Donors at the million-dollar-and-up level are expecting much more than a tote bag for their “generous gifts.” Of course, candidates piously proclaim, “I’m not for sale.” But politicians are just the delivery service. The actual products being bought through the Supreme Court’s Money-O-Rama political bazaar are our government’s policies, tax breaks, and other goodies – as well as the integrity of America’s democratic process.
“Big Donors Increasingly Give Campaigns Not Just Checks but Also Their 2 Cents,” The New York Times, September 30, 2015.

How much “free speech” can you buy?

In today’s so-called “democratic” election process, Big Money doesn’t talk, it roars – usually drowning out the people’s voice.
Bizarrely, the Supreme Court decreed in its 2010 Citizens United ruling that money is a form of “free speech.” Thus, declared the learned justices, people and corporations are henceforth allowed to spend unlimited sums of their money to “speak” in election campaigns. But wait – if political speech is measured by money, then by definition speech is not free. It can be bought, thereby giving the most speech to the few with the most money. That’s plutocracy, not democracy.
Sure enough, in the first six months of this presidential election cycle, more than half of the record-setting $300 million given to the various candidates came from only 358 mega-rich families and the corporations they control. The top 158 of them totaled $176 million in political spending, meaning that, on average, each one of them bought more than a million dollars worth of “free” speech.
Nearly all of their money is backing Republican presidential hopefuls who promise: (1) to cut taxes on the rich; (2) cut regulations that protect us from corporate pollution and other abuses of the common good; and (3) to cut Social Security, food stamps, and other safety-net programs that we un-rich people need. The great majority of Americans adamantly oppose all of those cuts – but none of us has a million bucks we can spend to buy an equivalent amount of political speech.

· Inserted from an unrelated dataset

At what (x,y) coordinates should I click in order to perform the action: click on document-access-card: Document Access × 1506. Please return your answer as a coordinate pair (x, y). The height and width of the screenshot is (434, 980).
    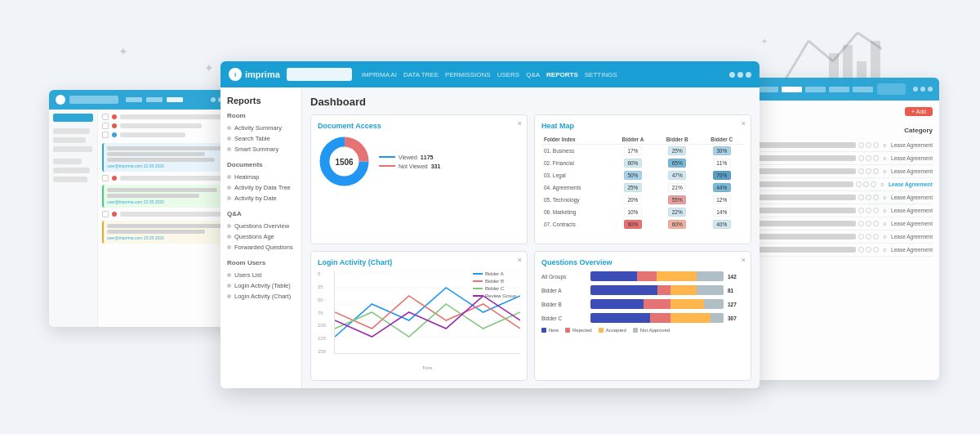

It’s not just some good public programs that are endangered by the Court’s ridiculous ruling, but democracy itself. That’s why a new poll by Bloomberg Politics found that 78 percent of the American people – including 80 percent of Republicans – want to overturn Citizens United. To help, go to www.FreeSpeechForPeople.org.
“2016 Outside Spending, by Super PAC,” www.opensecrets.org, 2015.
“Bernie Sanders’s Army of Small Donors,” The New York Times,” October 4, 2015
“Bernie Sanders Dominates With Small Donors While the GOP Rakes in the Dark Money,” www.thenation.com, October 16, 2015.